GitHub’s free alternatives

Personally, I love GitHub.  And I try to promote it as much as I can, and I’ve even got a few organizations setup their repositories there.  However, I am still asked once in a while for a good alternative.  These work either for people who don’t have the money to pay for GitHub’s private repositories, or who are required to keep their code in-house.

Here are a few alternatives to the GitHub hosting service. There are two types of software: locally installed software and hosted.  These are decent for smaller companies that don’t have the budget for licensing a hosted service.

Free Local Install

  • gitlabhq.com – this project looks really good, with new releases every month.
  • gitorious – solid, free alternative to GitHub.

Free Hosted

  • gitorious.org –  open source projects are free, like github.
  • bitbucket – unlimited free private repositories for up to 5 users. The pricing model is similar to the other Atlassian products.

Also, have a look at Sourcegraph, which you can host yourself or pay for a hosted service.

wp-config.php and git

If you are storing your WordPress changes in git and then deploy the project between different machines (local, test server, production environment, etc), then you are probably familiar with a problem of wp-config.php file.  WordPress uses it for things like database credentials, which vary from machine to machine.  But you can’t just ignore the file since it’s plays the role in WordPress bootstrap.  The solution that we are using at work is very simple: have an additional configuration file, such as wp-config-local.php, which defines local settings, and which is ignored from git.

Here is how to do this.  First, you need to create the file itself.  Let’s say we want to change the database credentials which WordPress should use on the current machine.  Create a file wp-config-local.php with the following content:

<?php
define('DB_HOST', 'localhost');
define('DB_USER', 'localdev');
define('DB_PASSWORD', 'code15poetry');
define('DB_NAME', 'wp_playground');
?>

Now we need to include the file from the wp-config.php. The local configuration file should be optional, so we only use it on those machines that need it. Here is the code that I’ve added to the top of my wp-config.php:

// Load wp-config-local.php
$localConfig = dirname(__FILE__) 
    . DIRECTORY_SEPARATOR . 'wp-config-local.php';
if (file_exists($localConfig) && is_file($localConfig) 
    && is_readable($localConfig)) {
    require_once $localConfig;
}

If you will have a look at your WordPress website now, it’ll probably be broken. That’s because you are not allowed to redefine constants. We’ve defined that in our wp-config-local.php which loads first, and then they are defined in the wp-config.php as well. We should work around this. For any constant that is defined in wp-config.php and which you want to be able to set from wp-config-local.php, change the line in wp-config.php like so:

// before
// define('DB_USER', 'root');
// after
if (!defined('DB_USER')) { define('DB_USER', 'root'); }

With this, you’ll basically have values in wp-config.php act as defaults. If there is no local configuration, they will be used. Otherwise, the local ones will be utilized.

The last tiny bit that you need to do is add wp-config-local.php to your .gitignore file. That’s it. Now commit, push, and enjoy.

Stash – privately hosted Git repositories

As far as I am concerned, GitHub is the king and queen of applications in the git world.  But it has a downside that is not easy to work around: GitHub Enterprise is expensive.  Keeping code on GitHub infrastructure is not always allowed by authorities and such, and then things get really expensive.  That’s where, I think, Stash can come in.

Stash is a product of Atlassian, the same company that owns Jira, BitBucket, and a few other well-known developer tools.  Given that Stash has only been launched this year, and judging by the screenshots, GitHub probably provides more functionality.  But as I said earlier, GitHub’s price might be simply too high for some companies.

It’s also worth noting that both companies have recently received large investments (Atlassian got $60 million and GitHub got $100 million).  Since private repositories and in-house installations seem to be the primary source of income for both of them, I’m seeing a revved up competition between the two in the nearest future.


* **Task to complete**:
Copy out each line of the listing that has the word "Based" in it.

*** Source records

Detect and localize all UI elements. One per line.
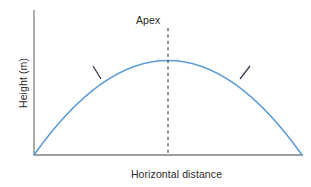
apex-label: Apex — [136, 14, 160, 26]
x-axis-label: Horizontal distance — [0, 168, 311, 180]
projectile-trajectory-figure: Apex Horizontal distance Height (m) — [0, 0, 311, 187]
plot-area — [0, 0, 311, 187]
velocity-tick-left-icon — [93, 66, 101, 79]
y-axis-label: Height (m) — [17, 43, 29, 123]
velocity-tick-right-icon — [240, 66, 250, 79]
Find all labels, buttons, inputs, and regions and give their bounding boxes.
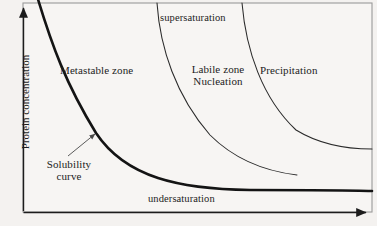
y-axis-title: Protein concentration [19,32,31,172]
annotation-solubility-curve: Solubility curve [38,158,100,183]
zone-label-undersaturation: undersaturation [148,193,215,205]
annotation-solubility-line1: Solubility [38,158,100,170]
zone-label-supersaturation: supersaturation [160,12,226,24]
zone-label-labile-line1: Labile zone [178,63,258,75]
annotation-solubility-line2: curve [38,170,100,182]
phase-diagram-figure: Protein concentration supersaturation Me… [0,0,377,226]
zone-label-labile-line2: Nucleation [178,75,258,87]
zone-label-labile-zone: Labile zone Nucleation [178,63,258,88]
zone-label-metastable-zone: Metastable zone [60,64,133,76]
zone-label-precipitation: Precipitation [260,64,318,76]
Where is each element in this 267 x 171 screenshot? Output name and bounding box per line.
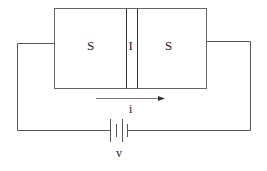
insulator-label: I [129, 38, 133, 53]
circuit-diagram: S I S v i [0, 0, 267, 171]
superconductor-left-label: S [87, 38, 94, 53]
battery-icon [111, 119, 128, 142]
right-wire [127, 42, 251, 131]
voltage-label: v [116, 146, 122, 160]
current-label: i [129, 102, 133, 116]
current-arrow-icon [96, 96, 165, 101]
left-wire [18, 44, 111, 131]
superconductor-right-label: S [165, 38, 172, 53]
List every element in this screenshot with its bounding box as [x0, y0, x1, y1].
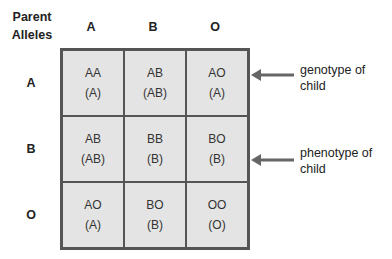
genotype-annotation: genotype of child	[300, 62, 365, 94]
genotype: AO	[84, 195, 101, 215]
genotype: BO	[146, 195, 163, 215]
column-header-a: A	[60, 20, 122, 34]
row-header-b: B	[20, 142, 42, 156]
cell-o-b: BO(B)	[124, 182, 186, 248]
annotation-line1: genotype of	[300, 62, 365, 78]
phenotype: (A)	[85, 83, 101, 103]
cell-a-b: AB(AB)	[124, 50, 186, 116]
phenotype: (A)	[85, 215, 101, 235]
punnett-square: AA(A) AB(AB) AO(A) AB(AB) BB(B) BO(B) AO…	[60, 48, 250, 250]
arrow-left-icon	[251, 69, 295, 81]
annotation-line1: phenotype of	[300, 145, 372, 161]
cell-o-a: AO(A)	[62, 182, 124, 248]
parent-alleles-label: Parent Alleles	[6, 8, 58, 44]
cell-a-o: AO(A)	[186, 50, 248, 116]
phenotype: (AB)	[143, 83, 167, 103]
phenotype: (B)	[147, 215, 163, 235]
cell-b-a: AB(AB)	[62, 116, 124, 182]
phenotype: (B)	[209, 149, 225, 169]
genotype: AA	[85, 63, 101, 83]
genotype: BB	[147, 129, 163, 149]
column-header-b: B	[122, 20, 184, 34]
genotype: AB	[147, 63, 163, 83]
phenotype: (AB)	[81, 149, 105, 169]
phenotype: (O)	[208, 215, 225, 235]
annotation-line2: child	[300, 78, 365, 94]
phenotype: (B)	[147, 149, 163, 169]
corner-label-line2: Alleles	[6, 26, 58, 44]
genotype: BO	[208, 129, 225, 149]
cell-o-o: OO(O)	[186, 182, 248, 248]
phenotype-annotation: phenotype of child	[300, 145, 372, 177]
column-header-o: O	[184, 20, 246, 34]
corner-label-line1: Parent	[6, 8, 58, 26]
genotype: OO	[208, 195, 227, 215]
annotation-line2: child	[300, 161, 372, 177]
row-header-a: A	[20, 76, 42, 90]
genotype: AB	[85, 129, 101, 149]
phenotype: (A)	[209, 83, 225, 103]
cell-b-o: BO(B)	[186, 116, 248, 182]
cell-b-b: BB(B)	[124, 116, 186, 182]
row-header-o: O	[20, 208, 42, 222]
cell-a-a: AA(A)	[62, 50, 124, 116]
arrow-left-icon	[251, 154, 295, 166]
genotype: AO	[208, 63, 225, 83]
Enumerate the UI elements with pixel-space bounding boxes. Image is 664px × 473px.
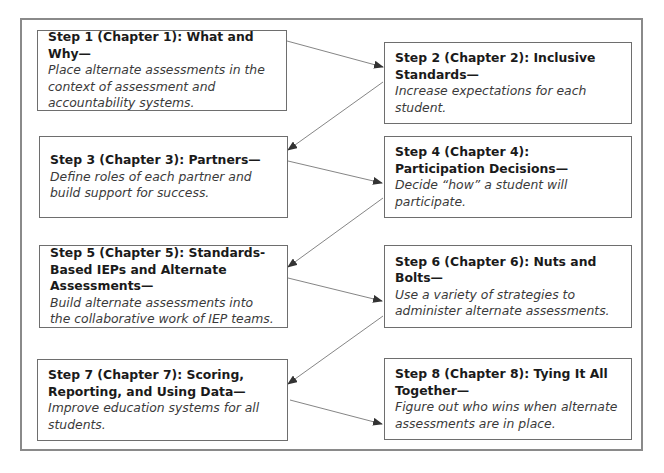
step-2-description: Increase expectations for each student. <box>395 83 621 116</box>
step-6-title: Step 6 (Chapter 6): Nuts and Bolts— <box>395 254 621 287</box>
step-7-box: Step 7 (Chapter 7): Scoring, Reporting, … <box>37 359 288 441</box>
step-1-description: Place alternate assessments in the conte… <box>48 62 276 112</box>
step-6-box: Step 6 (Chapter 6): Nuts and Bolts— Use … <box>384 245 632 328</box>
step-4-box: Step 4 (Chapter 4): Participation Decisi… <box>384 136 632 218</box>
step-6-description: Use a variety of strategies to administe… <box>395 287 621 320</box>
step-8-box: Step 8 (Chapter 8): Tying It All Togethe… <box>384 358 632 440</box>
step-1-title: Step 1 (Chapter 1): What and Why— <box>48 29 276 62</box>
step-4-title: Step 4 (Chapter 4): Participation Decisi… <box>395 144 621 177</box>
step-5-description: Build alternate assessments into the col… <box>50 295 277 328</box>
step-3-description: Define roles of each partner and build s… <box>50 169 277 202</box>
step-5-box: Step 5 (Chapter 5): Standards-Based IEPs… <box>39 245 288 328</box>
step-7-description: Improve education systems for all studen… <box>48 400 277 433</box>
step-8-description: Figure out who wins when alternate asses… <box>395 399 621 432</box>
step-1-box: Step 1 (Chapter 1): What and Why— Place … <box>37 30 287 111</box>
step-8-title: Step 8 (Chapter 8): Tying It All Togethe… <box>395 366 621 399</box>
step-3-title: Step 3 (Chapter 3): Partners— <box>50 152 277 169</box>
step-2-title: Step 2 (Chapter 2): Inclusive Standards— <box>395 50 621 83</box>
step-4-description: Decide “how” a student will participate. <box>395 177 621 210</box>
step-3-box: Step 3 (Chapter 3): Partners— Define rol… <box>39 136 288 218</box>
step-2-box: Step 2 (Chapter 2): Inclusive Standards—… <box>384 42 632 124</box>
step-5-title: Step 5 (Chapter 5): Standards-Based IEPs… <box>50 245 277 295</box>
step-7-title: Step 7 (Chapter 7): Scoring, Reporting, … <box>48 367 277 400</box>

******

* **Response**:
step-5-box: Step 5 (Chapter 5): Standards-Based IEPs… <box>39 245 288 328</box>
step-5-title: Step 5 (Chapter 5): Standards-Based IEPs… <box>50 245 277 295</box>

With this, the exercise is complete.